Now, trailing dust and reeking of desperation, here comes the even lamer, stupider, sadder "Wild Hogs," which makes pigs, not monkeys, out of John Travolta, William H. Macy, Martin Lawrence and Tim Allen. Drawing filaments of inspiration from "City Slickers" and "Lost in America," it's another tale of almost-old men feeling so out of sorts that only a road trip can help. The boys decide to make that trip on that road courtesy of some Milwaukee iron.
Calling themselves the Wild Hogs, the four Cincinnatians, apparently suffering from exposure to Newsweek's "Men and Depression" cover story, set out to recover whatever it is they lost.
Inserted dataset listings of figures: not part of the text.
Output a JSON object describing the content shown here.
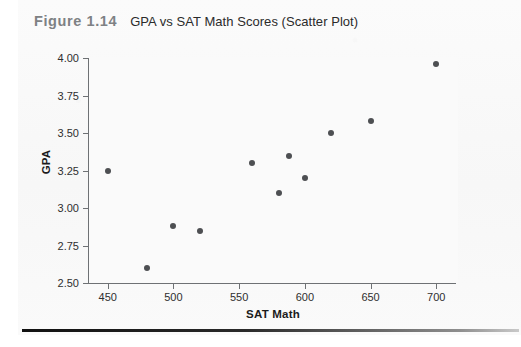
{
  "figure": {
    "number_label": "Figure 1.14",
    "title": "GPA vs SAT Math Scores (Scatter Plot)"
  },
  "colors": {
    "marker": "#4d4f52",
    "axis": "#6e7174",
    "caption_number": "#7e8184",
    "caption_title": "#2b2b2b",
    "plot_background": "#fafafa",
    "rule": "#111111"
  },
  "chart_data": {
    "type": "scatter",
    "title": "GPA vs SAT Math Scores (Scatter Plot)",
    "xlabel": "SAT Math",
    "ylabel": "GPA",
    "xlim": [
      435,
      715
    ],
    "ylim": [
      2.5,
      4.0
    ],
    "xticks": [
      450,
      500,
      550,
      600,
      650,
      700
    ],
    "xtick_labels": [
      "450",
      "500",
      "550",
      "600",
      "650",
      "700"
    ],
    "yticks": [
      2.5,
      2.75,
      3.0,
      3.25,
      3.5,
      3.75,
      4.0
    ],
    "ytick_labels": [
      "2.50",
      "2.75",
      "3.00",
      "3.25",
      "3.50",
      "3.75",
      "4.00"
    ],
    "grid": false,
    "legend": null,
    "marker_size": 6,
    "points": [
      {
        "x": 450,
        "y": 3.25
      },
      {
        "x": 480,
        "y": 2.6
      },
      {
        "x": 500,
        "y": 2.88
      },
      {
        "x": 520,
        "y": 2.85
      },
      {
        "x": 560,
        "y": 3.3
      },
      {
        "x": 580,
        "y": 3.1
      },
      {
        "x": 588,
        "y": 3.35
      },
      {
        "x": 600,
        "y": 3.2
      },
      {
        "x": 620,
        "y": 3.5
      },
      {
        "x": 650,
        "y": 3.58
      },
      {
        "x": 700,
        "y": 3.96
      }
    ]
  }
}
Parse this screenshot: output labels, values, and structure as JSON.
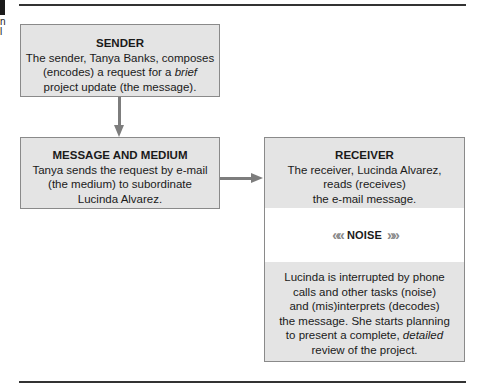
{
  "edge_fragments": [
    "n",
    "l"
  ],
  "sender": {
    "title": "SENDER",
    "lines": [
      "The sender, Tanya Banks, composes",
      "(encodes) a request for a "
    ],
    "italic": "brief",
    "line3": "project update (the message)."
  },
  "message": {
    "title": "MESSAGE AND MEDIUM",
    "lines": [
      "Tanya sends the request by e-mail",
      "(the medium) to subordinate",
      "Lucinda Alvarez."
    ]
  },
  "receiver": {
    "title": "RECEIVER",
    "lines": [
      "The receiver, Lucinda Alvarez,",
      "reads (receives)",
      "the e-mail message."
    ]
  },
  "noise": {
    "label": "NOISE",
    "left_chevrons": "««",
    "right_chevrons": "»»"
  },
  "decoding": {
    "lines": [
      "Lucinda is interrupted by phone",
      "calls and other tasks (noise)",
      "and (mis)interprets (decodes)",
      "the message. She starts planning",
      "to present a complete, "
    ],
    "italic": "detailed",
    "last_line": "review of the project."
  },
  "colors": {
    "box_fill": "#e4e4e4",
    "box_border": "#8a8a8a",
    "arrow": "#7d7d7d",
    "rule": "#333333"
  }
}
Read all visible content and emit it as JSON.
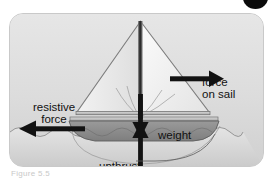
{
  "figure": {
    "panel": {
      "background_color": "#dcdcdc",
      "border_color": "#c9c9c9"
    },
    "corner_marker": {
      "name": "page-corner-dot",
      "color": "#0a0a0a"
    },
    "labels": {
      "resistive_force": "resistive\nforce",
      "resistive_force_line1": "resistive",
      "resistive_force_line2": "force",
      "force_on_sail_line1": "force",
      "force_on_sail_line2": "on sail",
      "weight": "weight",
      "upthrust": "upthrust"
    },
    "caption": "Figure 5.5",
    "arrows": [
      {
        "name": "resistive-force-arrow",
        "direction": "left",
        "label": "resistive force",
        "color": "#111111"
      },
      {
        "name": "force-on-sail-arrow",
        "direction": "right",
        "label": "force on sail",
        "color": "#111111"
      },
      {
        "name": "weight-arrow",
        "direction": "down",
        "label": "weight",
        "color": "#111111"
      },
      {
        "name": "upthrust-arrow",
        "direction": "up",
        "label": "upthrust",
        "color": "#111111"
      }
    ],
    "scene": {
      "boat": {
        "hull_color": "#8d8d8d",
        "sail_color": "#f4f4f4",
        "mast_color": "#2a2a2a",
        "deck_color": "#b8b8b8"
      },
      "water": {
        "surface_color": "#e9e9e9",
        "below_color": "#d2d2d2"
      }
    }
  }
}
But the movie never rises to the level of the professional, much less the comic. The gags are witless and surprisingly gross (insect splatter, feces disposal bags, inadvertent homosexual come-ons and the like). The four actors, each accustomed to being at the center, never develop any rhythm, any chemistry, any anything.
Finally, two-thirds into its aimlessness, the movie turns into a mild parody of a previous parody, "Three Amigos." Mistaken for a real motorcycle gang, they save a picturesque town from destruction by the real gang. Oh, the wastage: charming Marisa Tomei, psycho Ray Liotta, plus the big four fronting the pic. It's born to be mild.
-- Stephen Hunter
Wild Hogs PG-13, 105 minutes Contains mostly potty humor, male nudity, sexual content and violence. Area theaters.